Turned Around
I’ve related the story before about growing up Roman Catholic, and eventually drifting away from that over the understanding that Satan wasn’t real. One of the side effects of coming to the conclusion that supernatural Evil wasn’t real was questioning its more mundane counterpart, and an arrival at an agreement with Socrates’ belief that no person, knowing good, willingly does evil. And that brings us to this:
I don’t believe that people who understand justice willingly turn a blind eye to injustice, either. And so for me, aphorisms like this encourage people to see themselves as unsafe in situations in which there are differing definitions, or understandings, of justice and injustice, because underlying this is are a number of assumptions. And because this is a two-sentence aphorism, rather than a detailed philosophical examination of theories of justice, there isn't room to surface those assumptions.

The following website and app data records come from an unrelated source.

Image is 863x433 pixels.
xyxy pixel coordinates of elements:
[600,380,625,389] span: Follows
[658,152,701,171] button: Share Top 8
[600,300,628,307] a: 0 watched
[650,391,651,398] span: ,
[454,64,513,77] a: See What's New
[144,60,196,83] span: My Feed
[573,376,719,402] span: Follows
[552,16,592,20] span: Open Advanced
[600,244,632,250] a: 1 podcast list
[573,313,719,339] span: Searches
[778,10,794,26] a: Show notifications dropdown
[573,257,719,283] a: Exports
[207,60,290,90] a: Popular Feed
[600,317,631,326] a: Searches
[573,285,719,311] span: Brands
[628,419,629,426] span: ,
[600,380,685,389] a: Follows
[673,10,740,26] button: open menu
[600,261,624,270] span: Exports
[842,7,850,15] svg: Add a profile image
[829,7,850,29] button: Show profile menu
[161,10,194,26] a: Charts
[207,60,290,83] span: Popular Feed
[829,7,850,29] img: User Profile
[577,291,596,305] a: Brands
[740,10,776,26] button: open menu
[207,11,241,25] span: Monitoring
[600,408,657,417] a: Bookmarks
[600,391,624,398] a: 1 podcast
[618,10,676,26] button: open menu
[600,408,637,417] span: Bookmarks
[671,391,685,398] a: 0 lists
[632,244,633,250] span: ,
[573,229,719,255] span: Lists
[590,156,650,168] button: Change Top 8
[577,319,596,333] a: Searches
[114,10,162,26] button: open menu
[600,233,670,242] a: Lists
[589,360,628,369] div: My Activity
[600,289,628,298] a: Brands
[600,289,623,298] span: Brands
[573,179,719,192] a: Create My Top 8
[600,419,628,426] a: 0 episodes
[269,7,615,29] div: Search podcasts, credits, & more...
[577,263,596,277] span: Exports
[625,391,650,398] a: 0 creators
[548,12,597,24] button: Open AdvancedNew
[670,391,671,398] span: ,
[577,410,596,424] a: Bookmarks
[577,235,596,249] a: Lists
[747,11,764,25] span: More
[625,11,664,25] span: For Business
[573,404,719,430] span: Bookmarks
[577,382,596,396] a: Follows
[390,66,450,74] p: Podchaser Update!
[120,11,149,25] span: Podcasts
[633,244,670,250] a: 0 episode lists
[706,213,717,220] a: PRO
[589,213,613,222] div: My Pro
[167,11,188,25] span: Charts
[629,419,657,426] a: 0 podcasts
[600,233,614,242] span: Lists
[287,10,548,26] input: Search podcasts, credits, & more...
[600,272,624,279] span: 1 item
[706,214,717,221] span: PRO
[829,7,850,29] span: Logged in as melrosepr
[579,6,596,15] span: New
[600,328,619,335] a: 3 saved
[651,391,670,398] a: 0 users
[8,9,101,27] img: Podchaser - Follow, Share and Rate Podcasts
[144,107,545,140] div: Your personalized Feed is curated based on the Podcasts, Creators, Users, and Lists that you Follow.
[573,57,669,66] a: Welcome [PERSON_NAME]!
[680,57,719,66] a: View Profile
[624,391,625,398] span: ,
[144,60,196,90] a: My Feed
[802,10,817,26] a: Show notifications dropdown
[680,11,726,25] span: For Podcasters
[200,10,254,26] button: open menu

But even if we take a very simple definition from the Stanford Encyclopedia of Philosophy and consider justice to be “what we owe to each other,” it’s not a given that every person has the same understanding of what every other person is owed, and who owes them. Or, perhaps more importantly, whose claims to being owed something come first. For instance, what does it mean to tolerate misconduct, for instance? When I was a freshman in college, it was understood that being a football player came with certain privileges... like the ability to strike another student without being expelled. Looking back on that earlier post, I realize that I said that the player was never disciplined... but I don’t know that they weren’t, simply that it had been communicated to the student body as a whole that assault was grounds for expulsion, and the football player wasn’t expelled. Was this the college “turning a blind eye to injustice,” or deciding that it owed someone else more than it owed the student who the football player had struck? With the benefit of several decades of hindsight, I’ve come to suspect the latter. And the problem with the school, therefore, isn’t that it failed to live up to it’s conception of justice, it’s that the idea of justice it presented to the students was simplified to the point of being inaccurate.
And this is, in part, I suspect, due to not wanting to openly deal with the disagreements over the definitions that it would have caused. Because it’s easy for people do decide that a school should prioritize the rights of the general student body over the football program; making the case that the school’s dependence on that program should be allowed to manifest itself as an openly different set of rules is more difficult. And I suspect that the school didn't see anything unjust in avoiding that disagreement.
I will stand by by understanding that the school felt that it owed someone else more than it owed the student that the football player had assaulted, although I realize the disadvantage I place myself at in not being able to offer any sort of informed opinion of who that other party might be. This is the danger in taking what may look like a cut-and-dried case of injustice, and arguing that there’s more to it than meets the eye.
But still, I make the case that the school did not willingly ignore its obligation to the students as a whole; instead, its obligations were structured in such a way that maintaining the football team was the most important consideration that it faced from that incident.
But since safety is also a concern here, that should be addressed. I left after that freshman year, not over the school’s revealed preference for the football program over other considerations, but because I felt that the academics were garbage, and if I was going to have to suffer through three more years of education, it may as well have been a decent one. For me, it wasn’t a matter of justice; it was that, even on a scholarship, the place didn’t seem to be worth the money.
But I would say that students would be correct in feeling unsafe about the school’s behavior. Not because the school was willing to ignore open injustice, but because it wasn’t willing (or able) to be open and honest about what its understanding of justice actually was. And so to return to the graphic, safety shouldn’t depend on aligned definitions of injustice, but it does depend on known definitions of injustice. It’s like due process of law in a legal setting. A person who goes into a situation with the understanding that their lived experience of an event is going to carry the most weight is unsafe, because their misconception of the hierarchy of obligations will lead them astray.
And in this, the habit of conflict avoidance that “obvious” instances of injustice tend to create works against society as a whole. Concealing, rather than owning, differences with the mainstream over what people are owed creates active misunderstandings of what people should expect. And that is where the danger lies, even though it’s often not what people are told to be on the lookout for. To go back to my college example, the student was let down, not by the school tolerating misconduct, but by not being clear on what constituted misconduct, and that it differed for different students, in the first place. That knowledge would have allowed her, and all of us, really, to make more informed choices concerning education.
P.S.: I never found out if the student who had been assaulted went to the police and sought a legal remedy against the player who struck her. If she did, nothing came of it, for one reason or another.